Inferring Urban Air Temperatures From Land Surface Temperatures With the E3SM Land Model (uELM), Satellite Observations, and Measurement Campaign

This study investigates how urban land-cover variability—from dense built areas to predominantly vegetated neighborhoods—affects the relationship between land surface temperature (LST) and near-surface air temperature (T2M) using an ultrahigh-resolution land model (uELM). 125 s...

Full description

Saved in:
Bibliographic Details
Main Author: Jangho Lee
Format: Article
Language:English
Published: IEEE 2025-01-01
Series:IEEE Access
Subjects:
Online Access:https://ieeexplore.ieee.org/document/10891798/
Tags: Add Tag
No Tags, Be the first to tag this record!
Description
Summary:This study investigates how urban land-cover variability—from dense built areas to predominantly vegetated neighborhoods—affects the relationship between land surface temperature (LST) and near-surface air temperature (T2M) using an ultrahigh-resolution land model (uELM). 125 simulations adjusting fractions of urban vs. vegetation, mid-rise vs. low-rise buildings and tree vs. lawn cover reveal strong LST-T2M coupling, as well as its dependency on land cover and diurnal variations.
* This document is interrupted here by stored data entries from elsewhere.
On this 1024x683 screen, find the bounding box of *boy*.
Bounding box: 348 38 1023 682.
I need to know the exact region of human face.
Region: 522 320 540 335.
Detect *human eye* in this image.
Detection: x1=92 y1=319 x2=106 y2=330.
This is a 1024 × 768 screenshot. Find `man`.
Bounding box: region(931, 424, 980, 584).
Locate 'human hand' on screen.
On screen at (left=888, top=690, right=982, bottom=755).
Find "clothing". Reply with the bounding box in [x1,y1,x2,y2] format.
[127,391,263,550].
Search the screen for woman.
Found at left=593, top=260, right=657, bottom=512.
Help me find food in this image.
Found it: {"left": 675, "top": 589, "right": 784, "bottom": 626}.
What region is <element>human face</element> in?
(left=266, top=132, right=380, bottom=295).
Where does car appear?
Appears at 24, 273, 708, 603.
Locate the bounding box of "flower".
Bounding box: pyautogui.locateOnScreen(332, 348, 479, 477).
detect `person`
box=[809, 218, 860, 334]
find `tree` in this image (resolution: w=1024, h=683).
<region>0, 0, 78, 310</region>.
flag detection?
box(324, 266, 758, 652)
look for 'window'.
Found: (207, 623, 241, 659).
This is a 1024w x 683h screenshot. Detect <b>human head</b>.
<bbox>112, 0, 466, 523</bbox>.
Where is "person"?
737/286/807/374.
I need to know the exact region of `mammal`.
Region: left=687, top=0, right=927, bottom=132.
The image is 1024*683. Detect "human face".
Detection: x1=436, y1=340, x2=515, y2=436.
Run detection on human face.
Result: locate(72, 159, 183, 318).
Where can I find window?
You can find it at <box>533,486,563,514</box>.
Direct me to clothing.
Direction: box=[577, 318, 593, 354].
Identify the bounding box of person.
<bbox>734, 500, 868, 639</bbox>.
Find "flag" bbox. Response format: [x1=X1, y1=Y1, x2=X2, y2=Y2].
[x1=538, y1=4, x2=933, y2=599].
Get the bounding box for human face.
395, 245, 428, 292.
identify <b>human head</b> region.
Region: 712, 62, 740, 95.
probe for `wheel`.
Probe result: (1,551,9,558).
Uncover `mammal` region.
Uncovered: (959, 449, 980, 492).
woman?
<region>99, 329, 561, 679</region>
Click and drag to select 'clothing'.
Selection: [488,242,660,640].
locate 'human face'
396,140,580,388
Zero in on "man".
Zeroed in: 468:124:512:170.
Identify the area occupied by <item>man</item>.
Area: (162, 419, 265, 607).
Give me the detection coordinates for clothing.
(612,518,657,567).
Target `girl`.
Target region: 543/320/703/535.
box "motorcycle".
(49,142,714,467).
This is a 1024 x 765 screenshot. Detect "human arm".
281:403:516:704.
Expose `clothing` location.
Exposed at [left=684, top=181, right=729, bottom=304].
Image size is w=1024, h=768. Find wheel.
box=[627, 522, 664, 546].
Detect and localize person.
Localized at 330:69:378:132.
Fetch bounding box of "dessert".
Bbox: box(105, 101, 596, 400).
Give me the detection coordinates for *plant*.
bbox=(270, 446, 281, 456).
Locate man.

These physics-based findings support a machine-learning, inverse-modeling approach, training a XGBoost algorithm on simulated LST-T2M pairs to estimate T2M from satellite-based LST. Applied to the Chicago region with GOES-16 data and compared against vehicle-based measurements, the model and measurements agrees relatively well midday but shows evening mismatches tied to uneven cooling and hyperlocal factors during observation. Despite these discrepancies, blending mechanistic modeling with data-driven inversion has potential to refine urban T2M estimates, informing heat mitigation strategies and advancing urban climate research.